Speaking at RSA Conference in San Francisco, Wendy Nather, head of advisory CISOs, Duo Security at Cisco, said it is time to consider how users are affected by security controls, why mistakes are being made and if product design really benefits users and security.
Nather said that if we thought that IT professionals were the only ones using technology, and knew how to program, we were wrong. “It used to be that we were the masters of the universe,” she said. “We had the knowledge and made the rules, and wrote the software and managed the servers and pulled the cable: but it is not working as it used to.”
Cisco's Nather made the point that “every one of us is a consumer of technology” and we do what we want with our devices, but we have tried to be secure with an unsustainable model. This can be resolved in three steps. The first is about moving from Control to Collaboration. "We are using the same technologies at work and home, she said, “and the only difference is the username we put in.”
Nather said that there is a change from an authorization model to a collaboration model, and suggested that we need to recognize that users can make better decisions, as we all want resources, but have different requirements.
“What will it look like in architecture? We assume what we control – servers, databases; but there is stuff we use like IaaS, SaaS, and third party APIs, and we don’t control the internet and user,” she said. She pointed out that we need to look below the traditional layers of security and see what controls we have, as we may only control the top layer of the hypervisor and network, and in SaaS “we may only control a wedge of the account with the provider, and only control the use of it.”
If this doesn’t allow the user to work, they may push back against controls and “think that control equals cost, time, money and people.” Nather added that if we optimize what we control, manage and give away, and work together “we can zoom into the future at the speed of business - that is what collaboration can bring us.”

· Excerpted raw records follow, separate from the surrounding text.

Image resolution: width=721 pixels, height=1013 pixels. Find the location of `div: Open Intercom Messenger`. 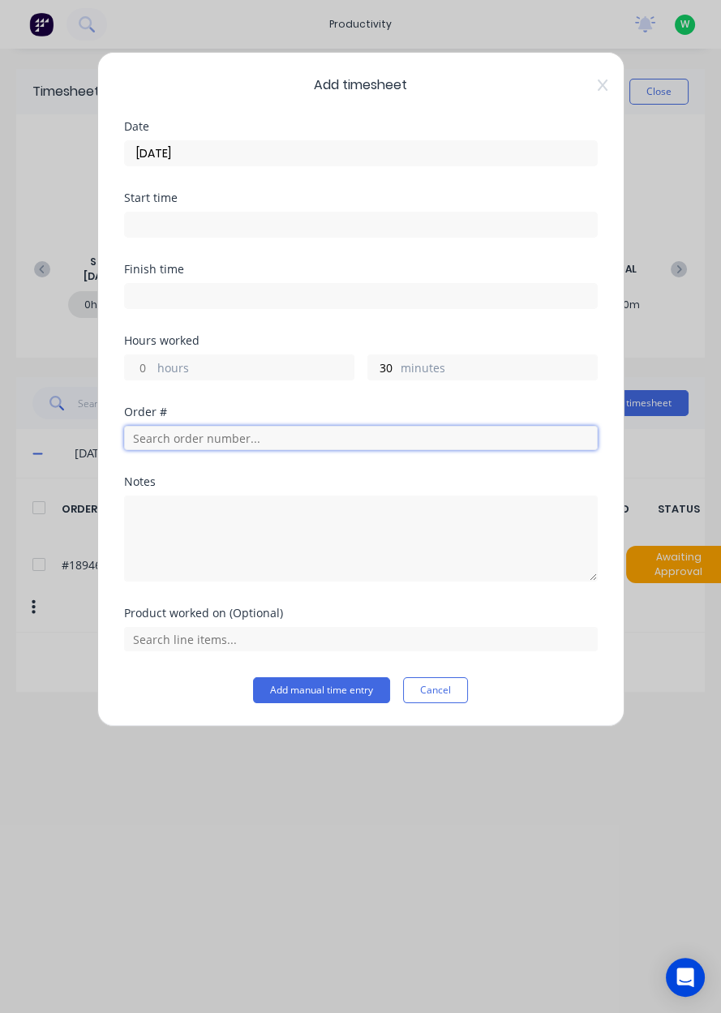

div: Open Intercom Messenger is located at coordinates (685, 977).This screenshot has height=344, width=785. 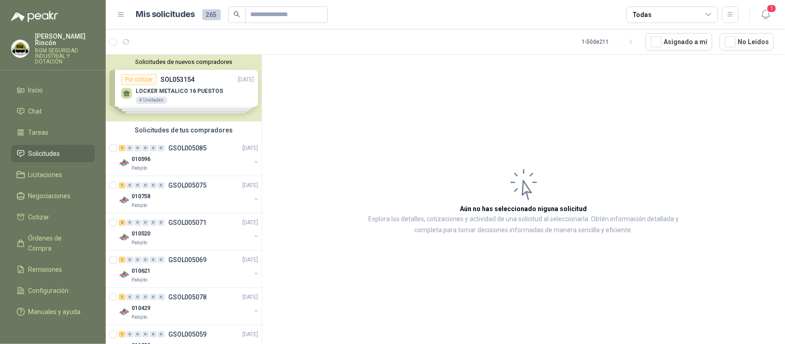 What do you see at coordinates (53, 133) in the screenshot?
I see `a: Tareas` at bounding box center [53, 133].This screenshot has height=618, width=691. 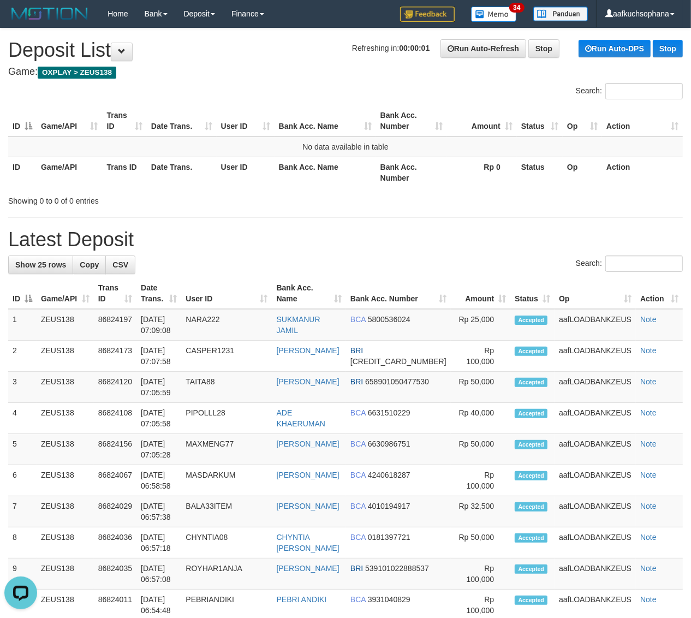 I want to click on td: 2, so click(x=22, y=356).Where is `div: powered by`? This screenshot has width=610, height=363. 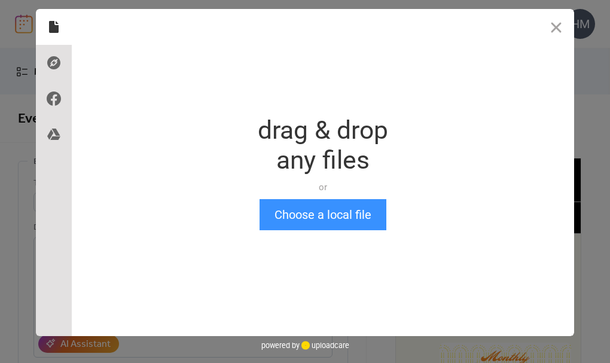 div: powered by is located at coordinates (305, 345).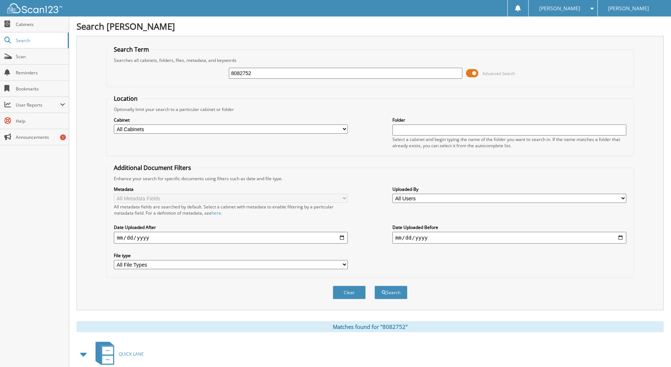 The image size is (671, 367). Describe the element at coordinates (40, 137) in the screenshot. I see `span: Announcements` at that location.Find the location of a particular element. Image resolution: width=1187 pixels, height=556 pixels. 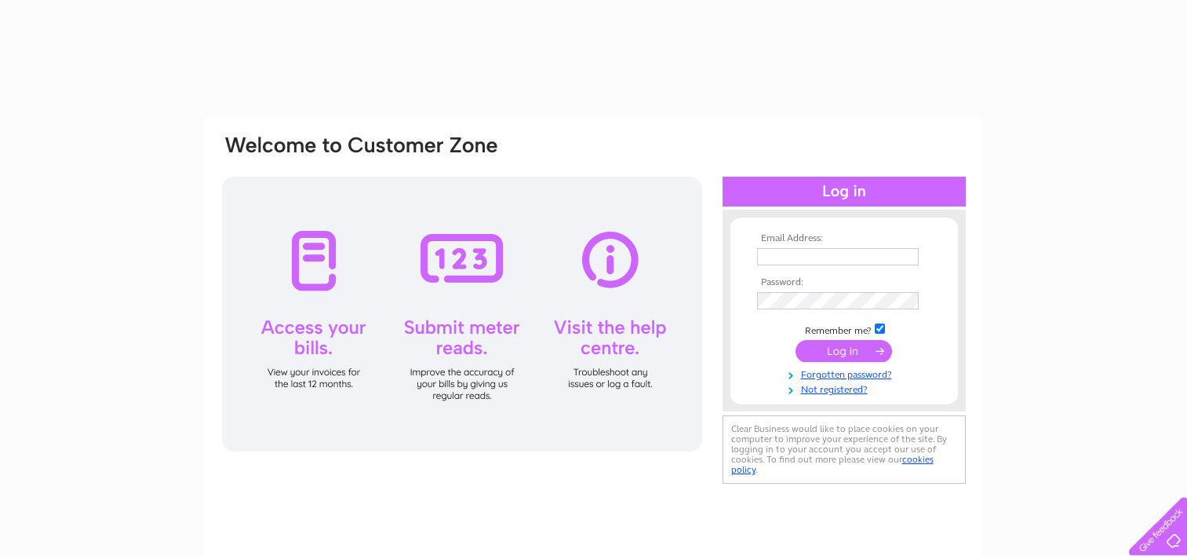

th: Password: is located at coordinates (844, 282).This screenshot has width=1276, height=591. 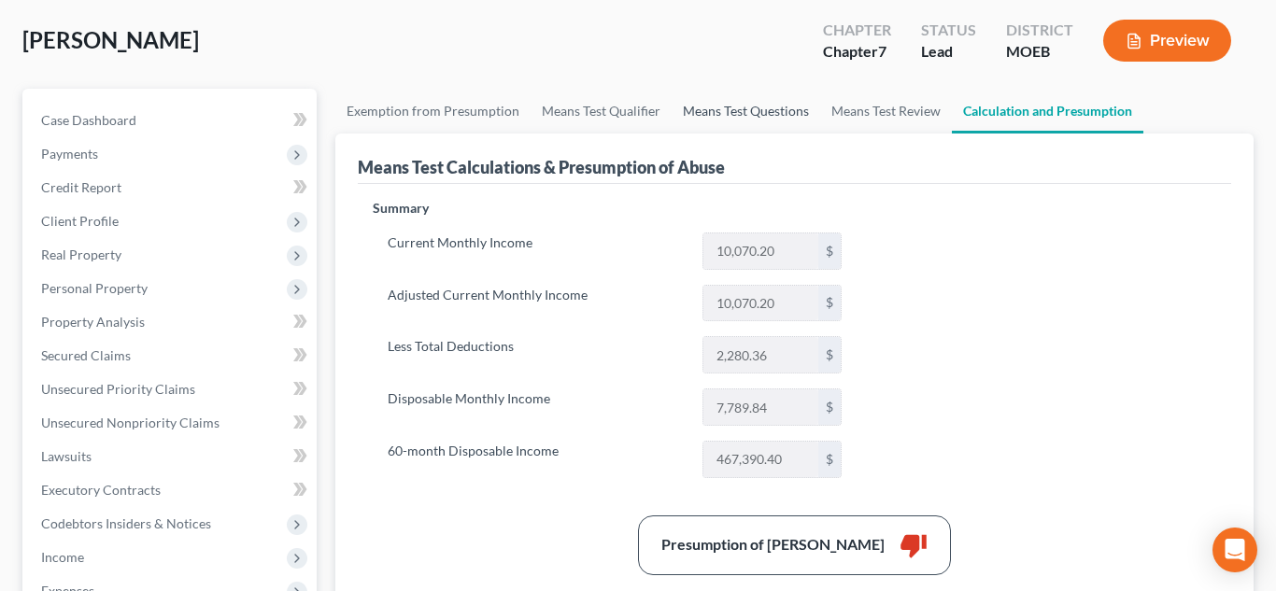 I want to click on a: Unsecured Nonpriority Claims, so click(x=171, y=423).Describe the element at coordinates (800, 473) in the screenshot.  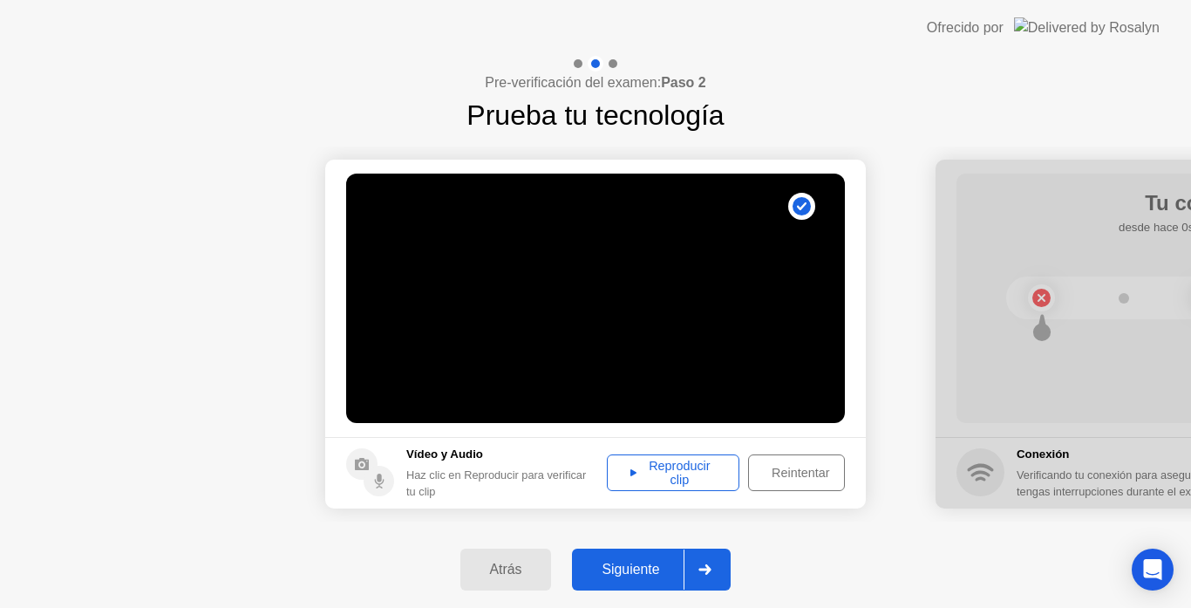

The second trend, she continued, is around simplifying design, as she said that we ask the same questions year after year on why users “keep clicking things” and we “yell at them for doing wrong things.” Nather said that this is natural to the user's actions to do their job, and “we need to stop fighting this.”
Nather argued that it would be better to just secure things so it doesn’t matter if users click on the wrong thing. “Users want to do the job and get in and out, so simplify operations, data and functions to make it easier no matter who uses it.”
The final trend is to have an open culture, where people can make their own decisions rather than IT trying to change their morals.
“This is a lot to ask, and I believe can do it and go from control to collaboration and simplify and reducing controls and give people an open culture. I believe we can do this," she concluded.